When a call is transferred and returned to the queue, the IRS counts each transfer as a separate service in computing the average wait time, TIGTA said, meaning the IRS does not report the total time a caller spends waiting in queues.
TIGTA considers the AM metrics as being “widely reported” because the IRS commissioner included them in testimony to Congress, and they have been reported on the IRS’s and Treasury’s websites.
TIGTA recommended that the IRS widely report to the public both the enterprise and AM LOS throughout the entire fiscal year and that it report the average wait times for all lines throughout the year.
TIGTA’s report is not the first criticism of the IRS’s emphasis on LOS and how it’s measured. National Taxpayer Advocate Erin Collins has questioned LOS in the past, including in a 2024 report to Congress.
“In my opinion, the AM LOS measure has taken on outsized importance in recent years, as the IRS has allocated resources to hit ambitious but arbitrary goals that mean less than meets the eye and that consequently have required the IRS to neglect calls to non-AM telephone lines and workstreams like paper correspondence that I believe should receive higher priority,” Collins wrote. “The measure is causing the IRS to prioritize the wrong work, and it needs to be replaced.”
The IRS disagreed with both TIGTA recommendations.
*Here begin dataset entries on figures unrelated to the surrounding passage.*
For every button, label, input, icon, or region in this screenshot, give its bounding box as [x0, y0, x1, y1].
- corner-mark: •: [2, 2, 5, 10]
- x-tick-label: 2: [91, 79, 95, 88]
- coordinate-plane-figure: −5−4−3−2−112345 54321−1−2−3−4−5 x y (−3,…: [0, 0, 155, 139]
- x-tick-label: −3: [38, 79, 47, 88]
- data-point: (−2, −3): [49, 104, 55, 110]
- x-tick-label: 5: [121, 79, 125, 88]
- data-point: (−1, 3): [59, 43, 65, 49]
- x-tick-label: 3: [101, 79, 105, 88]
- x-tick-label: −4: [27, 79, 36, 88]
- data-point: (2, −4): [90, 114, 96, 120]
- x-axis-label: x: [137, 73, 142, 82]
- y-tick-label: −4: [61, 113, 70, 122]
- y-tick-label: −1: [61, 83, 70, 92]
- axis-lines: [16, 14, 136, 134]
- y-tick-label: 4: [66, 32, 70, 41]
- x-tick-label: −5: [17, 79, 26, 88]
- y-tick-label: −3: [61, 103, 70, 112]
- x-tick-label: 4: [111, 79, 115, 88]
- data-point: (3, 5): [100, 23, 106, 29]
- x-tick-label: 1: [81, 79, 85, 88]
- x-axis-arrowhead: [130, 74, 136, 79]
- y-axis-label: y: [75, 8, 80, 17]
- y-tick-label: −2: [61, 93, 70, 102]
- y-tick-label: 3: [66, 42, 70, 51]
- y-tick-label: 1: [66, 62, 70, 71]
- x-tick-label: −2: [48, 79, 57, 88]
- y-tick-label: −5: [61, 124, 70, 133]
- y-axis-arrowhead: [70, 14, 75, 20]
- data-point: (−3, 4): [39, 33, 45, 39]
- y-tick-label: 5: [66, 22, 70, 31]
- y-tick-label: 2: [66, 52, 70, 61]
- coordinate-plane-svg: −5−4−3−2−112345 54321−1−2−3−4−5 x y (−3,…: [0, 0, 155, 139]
Ken Corbin, IRS chief, Taxpayer Services, said the enterprise LOS and average speed of service are published in the IRS Data Book.
For the first recommendation, the IRS responded that the LOS metric “does not provide information to determine taxpayer experience when calling.”
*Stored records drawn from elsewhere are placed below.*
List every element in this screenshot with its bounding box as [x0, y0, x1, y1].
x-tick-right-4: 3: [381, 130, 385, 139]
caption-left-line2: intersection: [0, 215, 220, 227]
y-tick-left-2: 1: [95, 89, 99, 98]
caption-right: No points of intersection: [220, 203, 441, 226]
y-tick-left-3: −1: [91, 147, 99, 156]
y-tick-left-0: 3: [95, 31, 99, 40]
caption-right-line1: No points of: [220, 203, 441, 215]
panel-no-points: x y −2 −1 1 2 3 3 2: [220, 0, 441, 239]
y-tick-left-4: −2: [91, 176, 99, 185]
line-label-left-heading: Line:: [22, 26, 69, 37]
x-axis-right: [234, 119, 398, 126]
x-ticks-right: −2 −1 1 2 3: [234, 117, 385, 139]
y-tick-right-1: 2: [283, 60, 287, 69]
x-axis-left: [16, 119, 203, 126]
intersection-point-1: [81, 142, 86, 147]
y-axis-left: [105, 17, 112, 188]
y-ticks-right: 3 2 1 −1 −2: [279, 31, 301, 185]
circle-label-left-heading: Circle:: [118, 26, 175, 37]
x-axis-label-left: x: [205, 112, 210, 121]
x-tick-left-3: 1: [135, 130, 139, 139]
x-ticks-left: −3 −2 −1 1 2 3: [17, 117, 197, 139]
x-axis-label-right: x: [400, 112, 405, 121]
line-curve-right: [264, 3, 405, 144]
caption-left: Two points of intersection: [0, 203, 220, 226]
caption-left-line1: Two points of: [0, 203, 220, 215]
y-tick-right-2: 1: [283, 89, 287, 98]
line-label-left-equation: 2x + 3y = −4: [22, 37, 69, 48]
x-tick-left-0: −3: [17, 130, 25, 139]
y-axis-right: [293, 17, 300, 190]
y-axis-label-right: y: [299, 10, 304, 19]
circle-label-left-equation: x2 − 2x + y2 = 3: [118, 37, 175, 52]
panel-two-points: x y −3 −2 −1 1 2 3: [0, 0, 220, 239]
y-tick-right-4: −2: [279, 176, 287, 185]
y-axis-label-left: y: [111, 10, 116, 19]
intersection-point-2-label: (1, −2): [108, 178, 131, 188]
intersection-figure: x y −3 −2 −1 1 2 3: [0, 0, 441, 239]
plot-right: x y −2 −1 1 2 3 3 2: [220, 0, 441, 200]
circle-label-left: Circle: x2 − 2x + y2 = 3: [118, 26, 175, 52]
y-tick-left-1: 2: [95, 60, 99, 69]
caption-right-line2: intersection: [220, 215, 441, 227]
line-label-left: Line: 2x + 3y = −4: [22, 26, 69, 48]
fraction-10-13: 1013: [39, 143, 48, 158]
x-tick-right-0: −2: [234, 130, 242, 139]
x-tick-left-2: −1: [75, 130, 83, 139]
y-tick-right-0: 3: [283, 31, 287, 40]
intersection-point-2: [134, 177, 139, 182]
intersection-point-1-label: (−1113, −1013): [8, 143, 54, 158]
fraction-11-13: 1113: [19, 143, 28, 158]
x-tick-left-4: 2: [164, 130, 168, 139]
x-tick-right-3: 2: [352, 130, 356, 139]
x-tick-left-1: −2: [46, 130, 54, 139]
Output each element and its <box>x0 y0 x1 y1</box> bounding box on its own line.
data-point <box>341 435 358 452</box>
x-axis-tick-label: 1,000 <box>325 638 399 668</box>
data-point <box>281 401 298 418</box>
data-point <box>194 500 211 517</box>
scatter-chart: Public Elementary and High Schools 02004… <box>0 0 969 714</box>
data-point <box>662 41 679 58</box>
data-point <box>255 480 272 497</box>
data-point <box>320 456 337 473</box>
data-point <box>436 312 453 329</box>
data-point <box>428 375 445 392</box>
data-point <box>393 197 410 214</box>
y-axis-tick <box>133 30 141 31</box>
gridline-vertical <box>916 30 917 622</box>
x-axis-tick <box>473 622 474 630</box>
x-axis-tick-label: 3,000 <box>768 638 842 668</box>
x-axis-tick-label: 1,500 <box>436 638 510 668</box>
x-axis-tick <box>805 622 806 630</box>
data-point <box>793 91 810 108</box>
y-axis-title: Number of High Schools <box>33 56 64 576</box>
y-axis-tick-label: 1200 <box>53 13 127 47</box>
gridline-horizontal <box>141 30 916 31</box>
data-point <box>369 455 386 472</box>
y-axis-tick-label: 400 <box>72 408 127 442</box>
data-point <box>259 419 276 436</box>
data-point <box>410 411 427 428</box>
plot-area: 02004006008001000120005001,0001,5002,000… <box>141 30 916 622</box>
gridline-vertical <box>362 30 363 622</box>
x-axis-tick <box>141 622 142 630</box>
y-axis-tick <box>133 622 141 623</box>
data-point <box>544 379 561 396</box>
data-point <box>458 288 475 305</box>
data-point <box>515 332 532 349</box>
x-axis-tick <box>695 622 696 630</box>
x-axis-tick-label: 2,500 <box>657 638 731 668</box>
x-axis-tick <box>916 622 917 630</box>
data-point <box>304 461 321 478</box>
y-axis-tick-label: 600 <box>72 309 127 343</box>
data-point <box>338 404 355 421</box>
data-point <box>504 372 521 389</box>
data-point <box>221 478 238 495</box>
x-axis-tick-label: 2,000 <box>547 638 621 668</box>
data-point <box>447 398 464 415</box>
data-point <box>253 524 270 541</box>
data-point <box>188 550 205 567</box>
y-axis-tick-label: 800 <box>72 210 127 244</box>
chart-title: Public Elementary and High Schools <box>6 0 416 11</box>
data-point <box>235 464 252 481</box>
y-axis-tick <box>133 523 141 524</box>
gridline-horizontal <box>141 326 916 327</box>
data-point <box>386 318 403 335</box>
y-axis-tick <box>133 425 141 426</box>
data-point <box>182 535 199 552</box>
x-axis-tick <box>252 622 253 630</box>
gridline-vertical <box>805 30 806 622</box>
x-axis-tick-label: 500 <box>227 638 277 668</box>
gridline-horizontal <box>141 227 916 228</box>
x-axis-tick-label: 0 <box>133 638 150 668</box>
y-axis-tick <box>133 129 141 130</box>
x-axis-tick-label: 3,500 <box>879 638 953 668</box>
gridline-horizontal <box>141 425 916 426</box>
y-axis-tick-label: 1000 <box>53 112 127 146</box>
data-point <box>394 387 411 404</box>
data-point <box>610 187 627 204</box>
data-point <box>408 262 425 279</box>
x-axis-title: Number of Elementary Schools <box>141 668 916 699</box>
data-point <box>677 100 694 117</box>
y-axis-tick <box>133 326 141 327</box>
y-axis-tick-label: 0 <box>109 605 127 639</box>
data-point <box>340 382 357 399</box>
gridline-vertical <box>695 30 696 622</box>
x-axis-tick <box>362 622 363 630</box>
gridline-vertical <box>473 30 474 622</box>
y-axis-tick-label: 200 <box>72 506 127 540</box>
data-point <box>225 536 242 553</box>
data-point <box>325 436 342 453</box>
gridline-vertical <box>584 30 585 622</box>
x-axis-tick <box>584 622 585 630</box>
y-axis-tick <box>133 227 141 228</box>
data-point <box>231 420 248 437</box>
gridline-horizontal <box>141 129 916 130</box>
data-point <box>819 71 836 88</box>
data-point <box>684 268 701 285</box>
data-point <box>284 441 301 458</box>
On the second recommendation, the IRS wrote that it “provide[s] the estimated wait times based on the filing season, allowing taxpayers to decide the best time to contact the IRS based on the taxpayer’s schedule. The majority of telephone demand is received on the IRS’s main helpline.”
Including wait times for additional lines “would be confusing to the public, and maintaining timely data would present an undue administrative burden.”
Meanwhile, the IRS is developing a new measure to track the percentage of calls in which the telephone assistor resolves a taxpayer’s issue during the first contact, TIGTA said. During fiscal year 2025, the IRS plans to get leadership approval and begin collecting data to establish a baseline for the new measure, TIGTA said.